Cara Dunne-Yates never saw the slopes of Colorado, though she loved to ski them.
"She'd been so inspirational to so many during her life," says Mike Dunne, the father of the blind Paralympics medalist from Chicago who died in 2004. "I wanted that to continue."
So Dunne -- with the help of more than 100 donors, including cyclist Lance Armstrong, singer Vince Gill and Chicago author Scott Turow -- has created a memorial to his daughter in the form of a bronze statue set at the base of Snowmass mountain, just outside Aspen, Colo., and home to Challenge Aspen, a sporting program for disabled athletes.
The sculpture, by Idaho artist Jerry Snodgrass, includes Dunne-Yates' guide dog Haley and messages in Braille to encourage disabled athletes.
Dunne-Yates -- a Taft High School, Harvard University and UCLA law school grad who'd been blind since she was 4, as a result of retinal cancer -- was one of the few athletes in the Olympics or Paralympics to have won medals in both Summer and Winter Games.
A native Chicagoan who later lived in Massachusetts, she was 34 when she lost her battle with cancer, after having raced her way to seven Paralympic medals -- three bronze and four silver -- as a skier and cyclist.
Seeing her race down a mountain, champion skier Billy Kidd once said, was "like watching a dancer on skis."
Photo: The bronze statue of Cara Dunne-Yates includes her guide dog Haley and messages in Braille to encourage disabled athletes. It sits at the base of Snowmass mountain outside Aspen, Colo.; Photo: Cara Dunne-Yates graduated from Taft High School, Harvard University and UCLA law school.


What is needed | In the data below, which lines hold the word "axis"? Copy them.

Collected data

=== Section Start ===

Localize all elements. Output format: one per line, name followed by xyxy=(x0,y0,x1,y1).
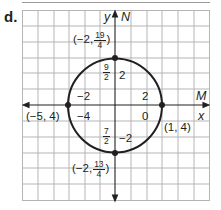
x-axis-label: x xyxy=(198,110,204,123)
n-tick-top: 9 2 xyxy=(103,63,110,81)
y-axis-label: y xyxy=(104,11,110,24)
coordinate-grid xyxy=(0,0,221,210)
point-label-bottom: (−2, 13 4 ) xyxy=(72,160,109,178)
m-axis-label: M xyxy=(196,90,206,103)
x-tick-neg4: −4 xyxy=(77,111,90,123)
y-tick-2: 2 xyxy=(119,70,125,82)
x-tick-0: 0 xyxy=(142,111,148,123)
point-label-top: (−2, 19 4 ) xyxy=(73,31,110,49)
m-tick-neg2: −2 xyxy=(77,91,90,103)
n-tick-bottom: 7 2 xyxy=(103,127,110,145)
point-label-right: (1, 4) xyxy=(164,122,191,134)
axes xyxy=(23,11,209,201)
m-tick-2: 2 xyxy=(142,91,148,103)
point-label-left: (−5, 4) xyxy=(26,111,60,123)
y-tick-neg2: −2 xyxy=(119,133,132,145)
n-axis-label: N xyxy=(121,11,130,24)
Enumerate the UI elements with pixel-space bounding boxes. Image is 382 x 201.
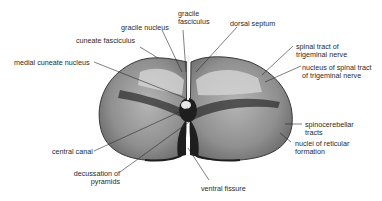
label-gracile-nucleus: gracile nucleus <box>121 24 169 32</box>
label-spinocerebellar-tracts: spinocerebellar tracts <box>305 121 354 137</box>
label-spinal-tract-trigeminal: spinal tract of trigeminal nerve <box>296 43 347 59</box>
specimen-illustration <box>0 0 382 201</box>
label-nucleus-spinal-tract: nucleus of spinal tract of trigeminal ne… <box>302 64 372 80</box>
label-dorsal-septum: dorsal septum <box>230 20 275 28</box>
label-nuclei-reticular-formation: nuclei of reticular formation <box>295 140 349 156</box>
label-decussation-pyramids: decussation of pyramids <box>70 170 120 186</box>
label-medial-cuneate-nucleus: medial cuneate nucleus <box>14 59 90 67</box>
label-gracile-fasciculus: gracile fasciculus <box>178 10 210 26</box>
label-cuneate-fasciculus: cuneate fasciculus <box>76 37 135 45</box>
label-ventral-fissure: ventral fissure <box>201 185 246 193</box>
label-central-canal: central canal <box>52 148 93 156</box>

=== Section End ===

Solution for this task |
x-axis-label: x xyxy=(198,110,204,123)
y-axis-label: y xyxy=(104,11,110,24)
m-axis-label: M xyxy=(196,90,206,103)
n-axis-label: N xyxy=(121,11,130,24)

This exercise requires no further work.